The Ten Tribes of David Stiles
Judge La Fayette Stiles Pence was born near Bloomfield, Nelson County, Ky. And died at the home of his niece, Mrs. Mary Wright Stoner, Bardstown, Ky.; earned LL.B., University of Louisville, Louisville, Ky.; lawyer, Lebanon, Ky.; Police Judge, Lebanon, Ky. 1902-1913; served as Judge of Marion County during illness of Judge William M. Spalding; author and research; never married.Judge Pence, whose mother died when he was only two years of age, was reared, as a son, by Minerva Ford Stiles Beall, his aunt, and her husband, George Washington Beall. His early education was in East Lynn Academy at Buffalo, Kentucky, and later in the College of Law at the University of Louisville, where he received his degree in 1889. In addition to his practice of law, Judge Pence did much research. He was deeply interest in American history and was a student of Lincoln. For several years, he corresponded with prominent historians in all p0arts of the country and became somewhat of an authority on the life of the Great Emancipator. He was the author of a series of articles which was published in The Enterprise, a Lebanon newspaper, entitled “Life Sketches of the Rev. Jesse Head,” the story of the minister who performed the marriage ceremony which joined Nancy Hanks and Thomas Lincoln.

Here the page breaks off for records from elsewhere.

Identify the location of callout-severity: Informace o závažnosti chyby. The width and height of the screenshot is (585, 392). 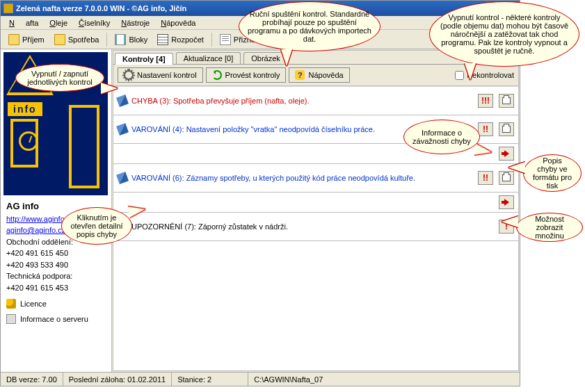
(442, 137).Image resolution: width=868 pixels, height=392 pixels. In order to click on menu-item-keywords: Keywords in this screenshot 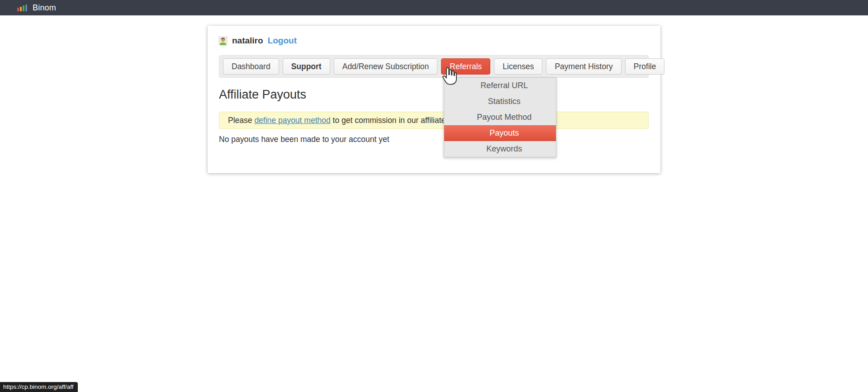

After supplying a quantity of data concerning the parentage and early life of Abraham Lincoln to Senator Albert J. Beveridge, to be used in his work, Abraham Lincoln, Judge Pence received in acknowledgement the senator’s personal check and later a copy of the two volume biography of Lincoln. He later gave these books, with the uncashed check pasted in one of them, to Lewis Ogden Stiles, author of The Family of David Stiles.
Much of the law practice of Judge Pence was devoted to titles and deeds and through his research, many old and valuable documents were discovered. It was through his encouragement along with that of Margaret Beall Wilson La Rue and Mina Beall Wilson La Rue that the Kentucky family was called together, in 1936, for its first reunion which became an annual event. While still a young man, he wrote his stiles genealogy, The History of the Stiles Family in Kentucky and Missouri, which was published in 1896. At that time, the family had not expanded so greatly, and his work is not a long one. Nevertheless, it is highly important because he perpetuated the record. Had he not done so, information on that period would have been difficult to retrieve.
Judge Pence was a modest and amiable man and an interesting conversationalist. He was intelligent, diligent in his work, wise in counselling, and ever honest and dependable. He was at all times a gentleman.
We now honor the memory of La Fayette Stiles Pence, who though he had no immediate family of his own, loved all the larger family and left to members of this family a priceless gift of his love, a record of our early Kentucky heritage.”
Sources
Pence, LaFayette Stiles,. A history of the Kentucky and Missouri Stiles: with a sketch of New Jersey and other kindred. Lebanon, Ky.: W.T. Hawkins, book and job printer, 1896.
A History of the David Stiles Family: A Genealogy 1575-1980; Lois Ogden Stiles Sparks, 1980.